You just built a beautiful .NET Core Web API. You test it in Swagger or Postman, and it works perfectly. It returns data instantly.
So, you open up your React Native Expo app, write a simple axios.get('http://localhost:5257/api/users'), press save, and... 💥 Network Error.
If you are testing on an Android emulator or a physical device, this error will drive you crazy. Here is exactly why it happens and how to set up your environment variables to fix it forever.
The Problem: What is "Localhost"?
When you type localhost inside your React Native code, the code is running inside the mobile device (or emulator).
To your computer, localhost means the computer itself.
To your Android emulator, localhost means the Android device's internal loopback network.
The emulator is literally looking inside itself for a .NET server that doesn't exist, failing, and throwing a Network Error.
The Solution: The Magic IP Addresses
To fix this, you need to point your mobile app to your computer's actual network address, depending on what you are testing on.
- Testing on the iOS Simulator (Mac) Apple made this easy. The iOS simulator shares the host machine's network.
URL to use: http://localhost:
- Testing on the Android Emulator Google built the Android emulator to run on an isolated virtual router. To break out of that router and talk to your computer's localhost, they provide a specific alias IP.
URL to use: http://10.0.2.2:
- Testing on a Physical Device (iPhone or Android via Wi-Fi) If you are running the Expo app on your actual phone, neither localhost nor 10.0.2.2 will work. Your phone needs your computer's local Wi-Fi IP address.
Open your terminal and type ipconfig (Windows) or ifconfig (Mac).
Find your IPv4 address (it usually looks like 192.168.1.X or 10.0.0.X).
URL to use: http://192.168.1.X:
(Note: For this to work, you must ensure your .NET app is listening on your local IP, not just localhost. You can do this by running dotnet run --urls "http://0.0.0.0:")

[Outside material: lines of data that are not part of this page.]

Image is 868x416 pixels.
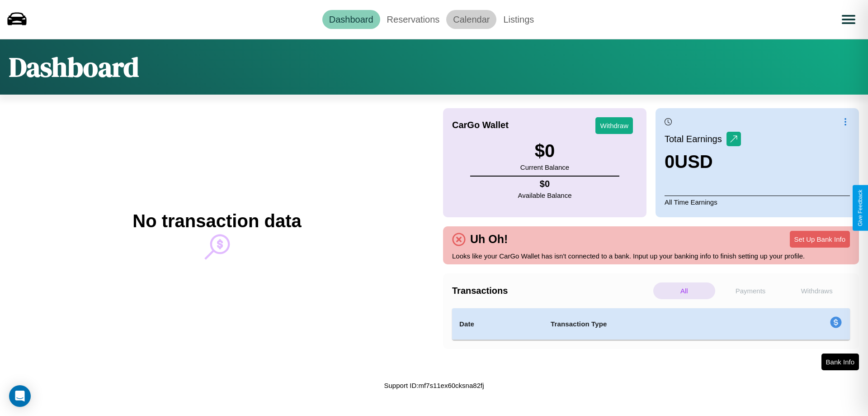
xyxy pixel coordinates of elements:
p: All Time Earnings [665,195,850,208]
a: Calendar [446,10,497,29]
button: Bank Info [822,354,859,370]
h4: Transaction Type [550,318,756,329]
p: Support ID: mf7s11ex60cksna82fj [384,379,484,391]
button: Withdraw [596,117,633,134]
p: Payments [720,282,782,299]
div: Open Intercom Messenger [9,385,31,407]
h4: CarGo Wallet [452,120,508,130]
h2: No transaction data [132,211,301,231]
p: Withdraws [786,282,848,299]
h4: Transactions [452,286,651,296]
a: Reservations [381,10,447,29]
p: Total Earnings [665,131,727,147]
h3: 0 USD [665,151,741,172]
div: Give Feedback [857,190,864,226]
h1: Dashboard [9,48,139,85]
p: Current Balance [520,161,569,173]
table: simple table [452,308,850,340]
a: Dashboard [322,10,381,29]
h4: $ 0 [518,179,572,189]
p: Available Balance [518,189,572,202]
button: Set Up Bank Info [790,231,850,247]
h4: Date [460,318,536,329]
h3: $ 0 [520,141,569,161]
p: Looks like your CarGo Wallet has isn't connected to a bank. Input up your banking info to finish ... [452,250,850,262]
a: Listings [497,10,541,29]
p: All [654,282,715,299]
button: Open menu [836,7,861,32]
h4: Uh Oh! [466,232,512,245]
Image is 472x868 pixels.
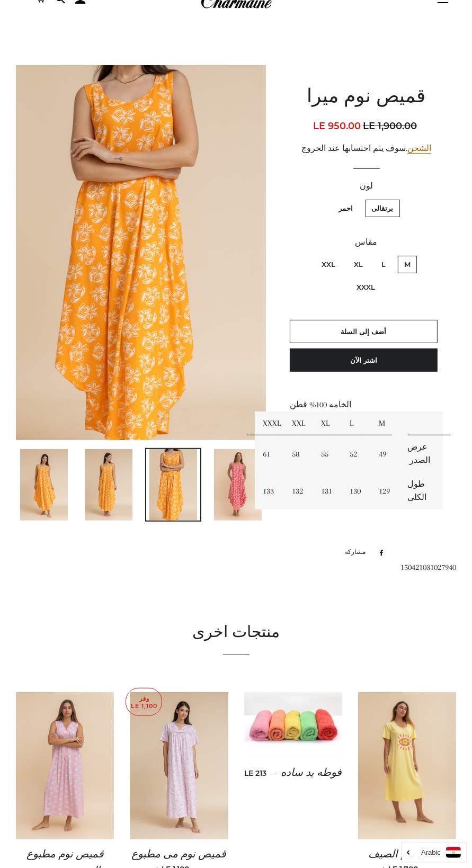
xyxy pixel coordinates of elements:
a: فوطه يد ساده — LE 213 [244,758,342,788]
td: طول الكلى [400,472,443,509]
td: 52 [342,435,371,472]
button: اشتر الآن [290,349,438,371]
label: XXXL [351,279,382,296]
td: 129 [371,472,400,509]
td: 61 [255,435,284,472]
td: 58 [284,435,313,472]
img: قميص نوم ميرا [16,65,266,440]
label: XL [347,256,369,273]
td: 49 [371,435,400,472]
td: 130 [342,472,371,509]
label: احمر [333,200,360,217]
span: 150421031027940 [401,563,456,572]
td: 131 [313,472,342,509]
td: عرض الصدر [400,435,443,472]
label: برتقالى [366,200,400,217]
span: فوطه يد ساده [281,766,342,779]
td: XXXL [255,411,284,435]
td: XXL [284,411,313,435]
span: قميص نوم مى مطبوع [131,848,226,860]
a: Arabic [407,846,461,858]
td: 133 [255,472,284,509]
span: LE 1,900.00 [363,118,419,133]
i: Arabic [422,848,441,856]
span: LE 213 [244,768,267,778]
a: الشحن [407,143,431,153]
label: XXL [315,256,342,273]
span: LE 950.00 [313,120,361,132]
label: M [398,256,417,273]
img: تحميل الصورة في عارض المعرض ، قميص نوم ميرا [85,449,133,520]
label: مقاس [290,236,443,249]
label: لون [290,180,443,192]
td: 132 [284,472,313,509]
div: الخامه 100% قطن [290,398,443,536]
td: XL [313,411,342,435]
img: تحميل الصورة في عارض المعرض ، قميص نوم ميرا [20,449,68,520]
img: تحميل الصورة في عارض المعرض ، قميص نوم ميرا [149,449,197,520]
span: قميص نوم الصيف [368,848,446,860]
span: — [271,768,277,778]
td: M [371,411,400,435]
h1: قميص نوم ميرا [290,84,443,110]
span: أضف إلى السلة [341,327,386,336]
td: L [342,411,371,435]
img: تحميل الصورة في عارض المعرض ، قميص نوم ميرا [214,449,262,520]
div: .سوف يتم احتسابها عند الخروج [290,142,443,155]
p: وفر LE 1,100 [126,688,162,715]
label: L [375,256,392,273]
td: 55 [313,435,342,472]
h2: منتجات اخرى [16,622,456,644]
button: أضف إلى السلة [290,320,438,343]
span: مشاركه [345,546,372,558]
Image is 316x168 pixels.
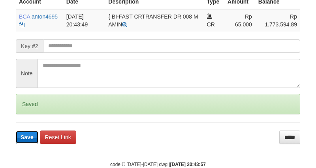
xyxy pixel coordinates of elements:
span: Key #2 [16,39,43,53]
span: BCA [19,13,30,20]
td: Rp 1.773.594,89 [255,9,300,32]
td: Rp 65.000 [224,9,255,32]
button: Save [16,131,38,144]
strong: [DATE] 20:43:57 [170,162,206,167]
span: Reset Link [45,134,71,141]
small: code © [DATE]-[DATE] dwg | [110,162,206,167]
td: [DATE] 20:43:49 [63,9,105,32]
div: Saved [16,94,300,114]
a: Copy anton4695 to clipboard [19,21,24,28]
span: CR [207,21,215,28]
a: Reset Link [40,131,76,144]
span: Note [16,59,37,88]
a: anton4695 [32,13,58,20]
span: Save [21,134,34,141]
td: { BI-FAST CRTRANSFER DR 008 M AMIN [105,9,203,32]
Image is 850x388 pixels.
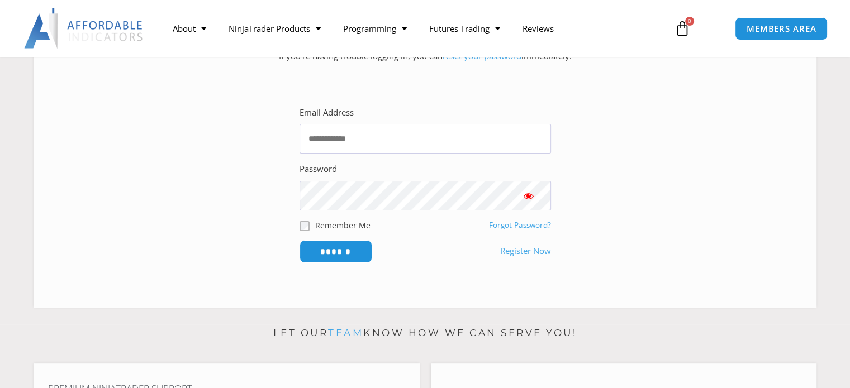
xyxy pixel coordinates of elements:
a: Reviews [511,16,565,41]
label: Remember Me [315,220,370,231]
span: 0 [685,17,694,26]
a: Forgot Password? [489,220,551,230]
a: MEMBERS AREA [735,17,828,40]
a: Futures Trading [418,16,511,41]
nav: Menu [161,16,663,41]
a: Register Now [500,244,551,259]
label: Password [299,161,337,177]
a: NinjaTrader Products [217,16,332,41]
a: team [328,327,363,339]
a: About [161,16,217,41]
p: Let our know how we can serve you! [34,325,816,342]
a: Programming [332,16,418,41]
label: Email Address [299,105,354,121]
span: MEMBERS AREA [746,25,816,33]
a: 0 [658,12,707,45]
button: Show password [506,181,551,211]
img: LogoAI | Affordable Indicators – NinjaTrader [24,8,144,49]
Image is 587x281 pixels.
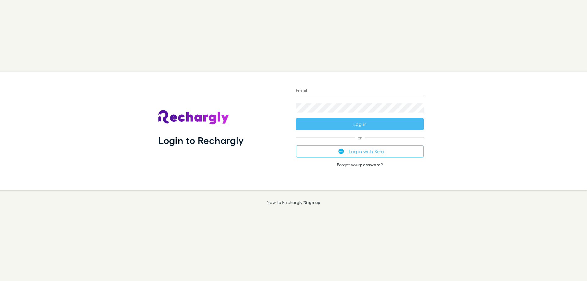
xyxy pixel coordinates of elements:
span: or [296,137,423,138]
img: Rechargly's Logo [158,110,229,125]
p: Forgot your ? [296,162,423,167]
button: Log in with Xero [296,145,423,157]
h1: Login to Rechargly [158,134,243,146]
a: Sign up [305,199,320,205]
img: Xero's logo [338,148,344,154]
button: Log in [296,118,423,130]
a: password [360,162,380,167]
p: New to Rechargly? [266,200,320,205]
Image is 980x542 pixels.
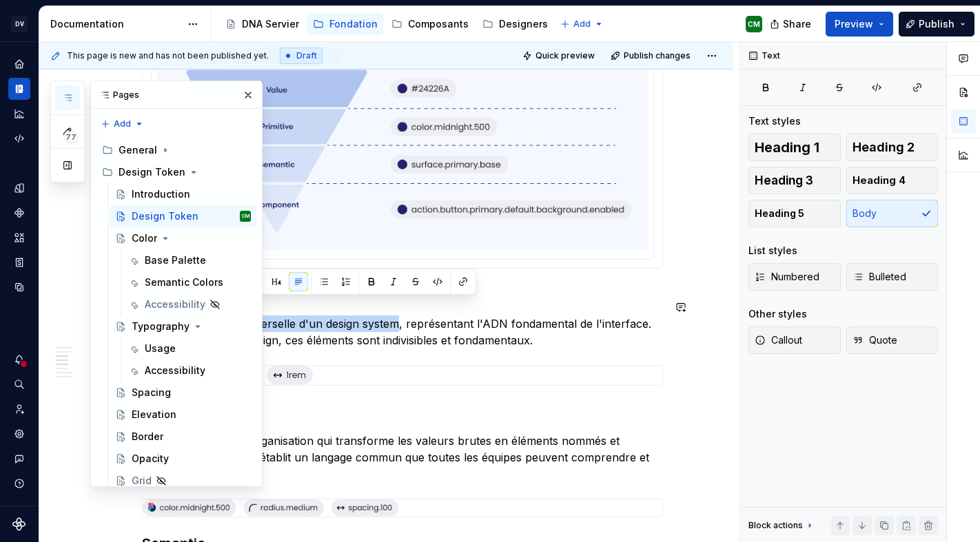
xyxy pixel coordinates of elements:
div: Block actions [748,520,802,531]
span: Share [782,17,811,31]
div: Pages [91,81,261,109]
div: CM [242,210,249,224]
a: Semantic Colors [123,271,256,293]
div: Introduction [132,188,191,202]
span: Callout [754,333,802,347]
button: Heading 1 [748,134,840,162]
div: Accessibility [145,364,206,377]
span: Heading 2 [852,141,914,155]
div: Fondation [329,17,377,31]
button: Bulleted [846,264,938,290]
button: Heading 3 [748,167,840,195]
div: Page tree [97,139,256,492]
button: Preview [825,12,893,37]
p: La valeur brute et universelle d'un design system, représentant l'ADN fondamental de l'interface.... [142,315,663,348]
h3: Primitive [142,402,663,422]
span: Add [573,19,591,30]
div: Elevation [132,408,177,422]
div: Design Token [119,166,186,180]
div: General [97,139,256,162]
div: Usage [145,341,176,355]
a: Composants [386,13,474,35]
a: Grid [110,470,256,492]
div: Semantic Colors [145,275,224,289]
button: Notifications [8,348,30,370]
span: Numbered [754,271,819,283]
span: Heading 5 [754,207,804,221]
a: Border [110,426,256,448]
a: Base Palette [123,250,256,271]
button: Heading 4 [846,167,938,195]
button: Search ⌘K [8,373,30,395]
button: Contact support [8,448,30,470]
a: Typography [110,315,256,337]
button: DV [3,9,36,39]
span: Quick preview [536,50,595,61]
div: Block actions [748,516,815,536]
div: Composants [408,17,469,31]
button: Heading 2 [846,134,938,162]
button: Numbered [748,264,840,290]
p: Le premier niveau d'organisation qui transforme les valeurs brutes en éléments nommés et catalogu... [142,433,663,482]
button: Share [762,12,820,37]
div: Design Token [132,210,199,224]
button: Quote [846,326,938,354]
a: Documentation [8,78,30,100]
img: 7e819ab8-5190-43d1-8975-02fbd4c9b9f4.png [143,500,398,517]
div: Opacity [132,452,169,466]
div: Invite team [8,398,30,420]
div: Designers [499,17,548,31]
a: Accessibility [123,293,256,315]
div: List styles [748,244,797,258]
a: Accessibility [123,359,256,382]
span: Preview [834,17,873,31]
a: Home [8,53,30,75]
a: Color [110,228,256,250]
span: Heading 1 [754,141,819,155]
a: Spacing [110,382,256,404]
div: Other styles [748,307,807,321]
button: Publish [898,12,974,37]
a: Components [8,202,30,224]
span: Heading 3 [754,174,813,188]
a: DNA Servier [220,13,304,35]
a: Opacity [110,448,256,470]
a: Data sources [8,276,30,298]
a: Settings [8,423,30,445]
a: Design tokens [8,177,30,200]
div: DV [11,16,28,32]
a: Design TokenCM [110,206,256,228]
div: General [119,144,157,157]
div: Typography [132,319,190,333]
svg: Supernova Logo [12,518,26,531]
button: Heading 5 [748,200,840,228]
a: Introduction [110,184,256,206]
div: Design Token [97,162,256,184]
div: Spacing [132,386,171,399]
span: Publish [918,17,954,31]
button: Add [97,115,148,134]
a: Assets [8,227,30,249]
a: Code automation [8,128,30,150]
button: Publish changes [607,46,697,66]
div: Accessibility [145,297,206,311]
div: Color [132,232,157,246]
div: Storybook stories [8,252,30,273]
span: Bulleted [852,271,906,283]
a: Analytics [8,103,30,125]
div: Page tree [220,10,553,38]
a: Designers [477,13,553,35]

The Best Practice: Environment Configuration
Instead of manually changing your Axios URLs every time you switch from iOS to Android, set up a dynamic config.
If you are using Expo, create a .env file at the root of your project:
Code snippet
# Change this depending on your testing device!
# iOS Simulator
# EXPO_PUBLIC_API_URL=http://localhost:5257/api
# Android Emulator
EXPO_PUBLIC_API_URL=http://10.0.2.2:5257/api
# Physical Device
# EXPO_PUBLIC_API_URL=http://192.168.1.45:5257/api
Then, configure your Axios instance once, and never touch it again:
TypeScript
import axios from 'axios';
const api = axios.create({
baseURL: process.env.EXPO_PUBLIC_API_URL,
headers: {
'Content-Type': 'application/json',
},
});
export default api;
Now, whenever you switch testing devices, you just uncomment the right line in your .env file, restart your Expo server with npx expo start -c (to clear the cache), and your API will connect flawlessly.
I hope this saved you a few hours of debugging! I build full-stack architectures and post weekly about React Native, .NET Core, and mobile enterprise solutions. Make sure to follow my profile here on Dev.to so you don't miss the next architecture breakdown!